Treasury 10-year note yields approached 4 percent for the first time since June as reports on U.S. service industries and pending home sales added to signs the U.S. economic recovery is gaining traction.

Ten-year yields rose for a third day as the Institute for Supply Management’s gauge of non-manufacturing businesses expanded in March at the fastest pace in almost four years and pending home sales last month gained the most since October 2001.

The 10-year note yield rose 5 basis points, or 0.05 percentage point, to 3.99 percent at 10:48 a.m. in New York. That’s the highest level since June 11.

The on again – off again home buyer tax credit will undoubtedly produce another surge in homebuying this spring as it did last fall and this is already showing up in the February data.

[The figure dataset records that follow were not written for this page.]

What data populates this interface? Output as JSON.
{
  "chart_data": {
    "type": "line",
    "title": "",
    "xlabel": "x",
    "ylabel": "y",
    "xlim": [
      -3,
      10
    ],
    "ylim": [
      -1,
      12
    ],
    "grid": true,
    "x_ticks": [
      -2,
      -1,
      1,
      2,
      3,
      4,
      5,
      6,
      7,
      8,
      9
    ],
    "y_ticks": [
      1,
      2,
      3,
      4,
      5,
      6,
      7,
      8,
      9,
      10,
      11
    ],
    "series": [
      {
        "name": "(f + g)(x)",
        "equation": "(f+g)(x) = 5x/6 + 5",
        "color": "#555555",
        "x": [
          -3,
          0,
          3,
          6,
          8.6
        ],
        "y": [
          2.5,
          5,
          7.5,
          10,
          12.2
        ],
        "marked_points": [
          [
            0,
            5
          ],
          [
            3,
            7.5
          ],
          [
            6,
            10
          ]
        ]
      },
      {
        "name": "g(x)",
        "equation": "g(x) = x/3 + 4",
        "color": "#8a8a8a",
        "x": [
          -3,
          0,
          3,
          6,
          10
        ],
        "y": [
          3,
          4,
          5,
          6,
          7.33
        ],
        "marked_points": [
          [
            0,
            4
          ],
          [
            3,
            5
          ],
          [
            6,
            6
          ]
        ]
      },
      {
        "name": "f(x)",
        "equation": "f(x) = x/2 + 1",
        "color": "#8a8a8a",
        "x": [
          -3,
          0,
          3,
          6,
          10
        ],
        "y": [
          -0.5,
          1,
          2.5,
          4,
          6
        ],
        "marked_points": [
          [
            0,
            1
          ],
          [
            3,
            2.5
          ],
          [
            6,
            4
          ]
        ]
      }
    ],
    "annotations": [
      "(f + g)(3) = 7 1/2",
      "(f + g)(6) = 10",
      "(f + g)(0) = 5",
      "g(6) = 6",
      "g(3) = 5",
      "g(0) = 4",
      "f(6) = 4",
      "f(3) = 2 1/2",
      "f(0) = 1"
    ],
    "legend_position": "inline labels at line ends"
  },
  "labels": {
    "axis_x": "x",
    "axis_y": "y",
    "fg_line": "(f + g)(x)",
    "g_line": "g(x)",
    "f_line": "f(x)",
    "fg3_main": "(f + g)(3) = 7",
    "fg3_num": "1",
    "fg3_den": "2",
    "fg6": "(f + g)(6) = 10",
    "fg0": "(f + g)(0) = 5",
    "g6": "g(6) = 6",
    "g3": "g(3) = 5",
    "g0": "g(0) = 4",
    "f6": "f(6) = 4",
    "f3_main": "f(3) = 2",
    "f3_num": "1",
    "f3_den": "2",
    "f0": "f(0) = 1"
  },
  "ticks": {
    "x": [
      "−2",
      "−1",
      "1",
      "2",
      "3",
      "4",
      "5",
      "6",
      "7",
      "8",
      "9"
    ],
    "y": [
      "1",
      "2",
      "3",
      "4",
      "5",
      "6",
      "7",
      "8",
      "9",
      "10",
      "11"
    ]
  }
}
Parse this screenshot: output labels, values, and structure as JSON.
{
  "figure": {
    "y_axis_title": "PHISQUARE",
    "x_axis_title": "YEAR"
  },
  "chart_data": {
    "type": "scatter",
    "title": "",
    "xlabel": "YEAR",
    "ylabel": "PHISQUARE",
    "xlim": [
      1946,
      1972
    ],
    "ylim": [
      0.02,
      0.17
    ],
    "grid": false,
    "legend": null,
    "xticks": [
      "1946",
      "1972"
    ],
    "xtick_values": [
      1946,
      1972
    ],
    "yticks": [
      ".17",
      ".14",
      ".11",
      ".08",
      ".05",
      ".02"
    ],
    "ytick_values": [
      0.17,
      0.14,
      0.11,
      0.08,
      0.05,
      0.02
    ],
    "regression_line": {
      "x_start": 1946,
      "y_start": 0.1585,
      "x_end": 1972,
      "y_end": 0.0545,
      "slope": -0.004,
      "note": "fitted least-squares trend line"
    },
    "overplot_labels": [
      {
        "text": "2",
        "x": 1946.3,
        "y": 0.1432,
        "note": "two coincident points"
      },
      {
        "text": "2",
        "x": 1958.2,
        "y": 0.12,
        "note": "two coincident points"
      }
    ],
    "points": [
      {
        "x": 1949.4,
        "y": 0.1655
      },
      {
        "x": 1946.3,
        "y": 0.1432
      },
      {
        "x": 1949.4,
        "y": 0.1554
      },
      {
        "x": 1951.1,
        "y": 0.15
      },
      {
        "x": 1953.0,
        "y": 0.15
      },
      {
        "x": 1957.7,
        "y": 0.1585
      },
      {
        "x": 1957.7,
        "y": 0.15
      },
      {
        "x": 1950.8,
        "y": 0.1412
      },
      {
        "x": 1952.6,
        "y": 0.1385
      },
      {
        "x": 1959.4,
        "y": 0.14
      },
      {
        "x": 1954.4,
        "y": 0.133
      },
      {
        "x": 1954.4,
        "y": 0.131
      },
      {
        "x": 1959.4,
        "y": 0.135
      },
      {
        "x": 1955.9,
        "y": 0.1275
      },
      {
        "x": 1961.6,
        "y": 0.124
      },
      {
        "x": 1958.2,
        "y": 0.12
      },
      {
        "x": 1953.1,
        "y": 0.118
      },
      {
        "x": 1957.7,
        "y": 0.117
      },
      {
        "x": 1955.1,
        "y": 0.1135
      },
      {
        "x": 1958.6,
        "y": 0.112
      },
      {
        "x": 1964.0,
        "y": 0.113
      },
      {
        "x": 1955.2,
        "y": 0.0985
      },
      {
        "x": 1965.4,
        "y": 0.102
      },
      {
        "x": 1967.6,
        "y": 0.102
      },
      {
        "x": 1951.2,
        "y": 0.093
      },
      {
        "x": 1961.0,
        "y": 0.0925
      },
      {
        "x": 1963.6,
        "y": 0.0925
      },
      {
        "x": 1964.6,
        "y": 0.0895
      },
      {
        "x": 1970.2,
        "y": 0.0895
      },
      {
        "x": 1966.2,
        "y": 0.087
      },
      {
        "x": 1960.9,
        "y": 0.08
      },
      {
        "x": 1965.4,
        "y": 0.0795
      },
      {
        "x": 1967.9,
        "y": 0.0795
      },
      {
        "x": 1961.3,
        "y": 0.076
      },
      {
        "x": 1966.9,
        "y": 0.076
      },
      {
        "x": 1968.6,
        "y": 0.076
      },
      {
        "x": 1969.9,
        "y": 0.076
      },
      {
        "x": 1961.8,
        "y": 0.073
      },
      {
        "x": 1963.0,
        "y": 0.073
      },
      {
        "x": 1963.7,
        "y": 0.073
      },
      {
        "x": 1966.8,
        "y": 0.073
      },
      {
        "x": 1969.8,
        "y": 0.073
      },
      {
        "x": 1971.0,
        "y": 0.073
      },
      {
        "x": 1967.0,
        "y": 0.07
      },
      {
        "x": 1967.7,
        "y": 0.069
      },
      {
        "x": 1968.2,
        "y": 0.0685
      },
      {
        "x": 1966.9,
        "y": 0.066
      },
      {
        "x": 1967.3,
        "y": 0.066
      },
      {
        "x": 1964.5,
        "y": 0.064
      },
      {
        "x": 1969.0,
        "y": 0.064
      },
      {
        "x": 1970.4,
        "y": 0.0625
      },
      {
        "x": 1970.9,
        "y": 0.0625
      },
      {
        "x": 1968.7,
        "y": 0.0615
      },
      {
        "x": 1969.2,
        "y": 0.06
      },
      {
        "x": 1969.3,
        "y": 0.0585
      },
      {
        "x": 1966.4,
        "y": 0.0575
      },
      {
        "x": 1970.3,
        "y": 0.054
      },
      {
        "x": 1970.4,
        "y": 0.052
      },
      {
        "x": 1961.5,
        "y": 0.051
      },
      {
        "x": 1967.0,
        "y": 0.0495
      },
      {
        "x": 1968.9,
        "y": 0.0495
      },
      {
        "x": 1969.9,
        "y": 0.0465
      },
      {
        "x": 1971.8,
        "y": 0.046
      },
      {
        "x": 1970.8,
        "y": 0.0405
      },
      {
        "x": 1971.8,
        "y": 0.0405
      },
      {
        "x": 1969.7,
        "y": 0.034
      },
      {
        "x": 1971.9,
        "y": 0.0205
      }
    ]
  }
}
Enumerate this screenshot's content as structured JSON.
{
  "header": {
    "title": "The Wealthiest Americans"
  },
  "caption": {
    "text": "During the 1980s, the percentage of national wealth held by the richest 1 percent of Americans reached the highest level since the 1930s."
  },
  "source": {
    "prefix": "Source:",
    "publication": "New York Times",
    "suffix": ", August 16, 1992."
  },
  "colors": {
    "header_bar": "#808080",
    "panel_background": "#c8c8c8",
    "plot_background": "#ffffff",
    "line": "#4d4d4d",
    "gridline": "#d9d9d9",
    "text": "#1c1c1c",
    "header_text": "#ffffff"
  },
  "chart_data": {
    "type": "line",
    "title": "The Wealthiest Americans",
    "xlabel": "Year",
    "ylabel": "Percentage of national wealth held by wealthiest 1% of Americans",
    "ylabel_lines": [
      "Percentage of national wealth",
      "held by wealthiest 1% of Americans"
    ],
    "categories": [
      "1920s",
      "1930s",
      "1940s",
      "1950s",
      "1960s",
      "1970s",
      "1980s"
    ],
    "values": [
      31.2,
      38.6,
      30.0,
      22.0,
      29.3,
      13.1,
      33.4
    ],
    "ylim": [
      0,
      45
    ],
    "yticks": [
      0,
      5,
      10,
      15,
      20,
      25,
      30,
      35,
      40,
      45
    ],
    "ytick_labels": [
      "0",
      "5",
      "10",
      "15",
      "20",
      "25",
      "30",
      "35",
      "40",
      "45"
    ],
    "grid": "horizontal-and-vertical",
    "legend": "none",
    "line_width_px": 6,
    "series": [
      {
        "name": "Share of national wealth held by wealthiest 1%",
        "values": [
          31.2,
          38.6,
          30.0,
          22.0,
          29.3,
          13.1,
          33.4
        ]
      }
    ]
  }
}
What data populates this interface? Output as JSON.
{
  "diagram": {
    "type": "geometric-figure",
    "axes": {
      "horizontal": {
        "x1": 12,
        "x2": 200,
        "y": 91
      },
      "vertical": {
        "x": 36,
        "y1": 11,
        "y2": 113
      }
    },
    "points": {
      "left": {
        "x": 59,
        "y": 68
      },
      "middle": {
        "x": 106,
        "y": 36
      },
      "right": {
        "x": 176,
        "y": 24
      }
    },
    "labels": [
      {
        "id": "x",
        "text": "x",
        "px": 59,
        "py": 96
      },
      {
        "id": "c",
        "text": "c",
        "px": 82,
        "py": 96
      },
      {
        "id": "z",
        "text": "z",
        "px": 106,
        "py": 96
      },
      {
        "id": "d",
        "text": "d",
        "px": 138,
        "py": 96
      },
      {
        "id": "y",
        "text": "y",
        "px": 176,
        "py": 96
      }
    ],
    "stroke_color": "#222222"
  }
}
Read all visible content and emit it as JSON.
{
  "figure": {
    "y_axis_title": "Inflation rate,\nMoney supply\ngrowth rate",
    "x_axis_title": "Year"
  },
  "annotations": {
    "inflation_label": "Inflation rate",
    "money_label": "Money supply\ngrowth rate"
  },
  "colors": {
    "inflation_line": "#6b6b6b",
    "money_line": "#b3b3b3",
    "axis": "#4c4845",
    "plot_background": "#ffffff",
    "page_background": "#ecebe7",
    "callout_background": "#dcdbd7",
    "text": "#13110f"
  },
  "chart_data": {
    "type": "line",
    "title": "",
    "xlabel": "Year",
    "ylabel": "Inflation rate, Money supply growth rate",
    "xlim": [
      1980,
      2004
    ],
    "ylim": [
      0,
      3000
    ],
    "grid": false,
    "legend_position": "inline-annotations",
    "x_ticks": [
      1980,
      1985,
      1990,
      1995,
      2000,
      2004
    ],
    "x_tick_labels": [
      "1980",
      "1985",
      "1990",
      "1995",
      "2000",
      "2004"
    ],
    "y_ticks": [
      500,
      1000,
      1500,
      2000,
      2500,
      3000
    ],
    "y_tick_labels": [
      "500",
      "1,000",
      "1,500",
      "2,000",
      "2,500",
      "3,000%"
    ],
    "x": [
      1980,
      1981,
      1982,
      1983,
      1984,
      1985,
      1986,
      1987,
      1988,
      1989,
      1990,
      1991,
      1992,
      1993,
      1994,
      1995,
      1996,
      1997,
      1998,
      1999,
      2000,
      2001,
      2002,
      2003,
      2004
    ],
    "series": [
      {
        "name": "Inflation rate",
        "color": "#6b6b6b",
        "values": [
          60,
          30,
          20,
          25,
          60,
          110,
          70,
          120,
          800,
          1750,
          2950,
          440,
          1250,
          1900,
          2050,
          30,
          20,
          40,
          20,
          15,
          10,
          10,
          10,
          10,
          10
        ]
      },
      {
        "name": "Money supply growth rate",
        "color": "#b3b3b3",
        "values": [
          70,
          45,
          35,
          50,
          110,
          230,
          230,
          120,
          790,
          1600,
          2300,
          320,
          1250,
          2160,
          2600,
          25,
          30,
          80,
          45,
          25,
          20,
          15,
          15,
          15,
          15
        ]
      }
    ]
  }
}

Interestingly, after monthly home sales plummeted last fall when the first round of tax credits was about to expire, this makes for even better headlines for the month-to-month increases, all of which will no doubt delude many homebuyers into thinking that the housing market really has hit bottom.

As for the Treasury Department, they’ll be selling a whopping $165 billion in debt this week including some $82 billion in long-dated issues – $40 billion 3-year notes, $21 billion in 10-year notes, $13 billion in 30-year bonds, and $8 billion in 10-year TIPS. This has become almost a routine, every-other-week affair that could see its first big headwind in the days ahead if yields keep rising.

More on the Government Loan Mods

The government’s various loan modification programs are increasingly being seen for the failures that they have been, the only real “success” to date being their ability to stretch things out for months, if not years, in one big game of “extend and pretend”, or, as they say in the U.K., “delay and pray“.

From the very talented pen of Joel Pett at the Lexington Herald-Leader.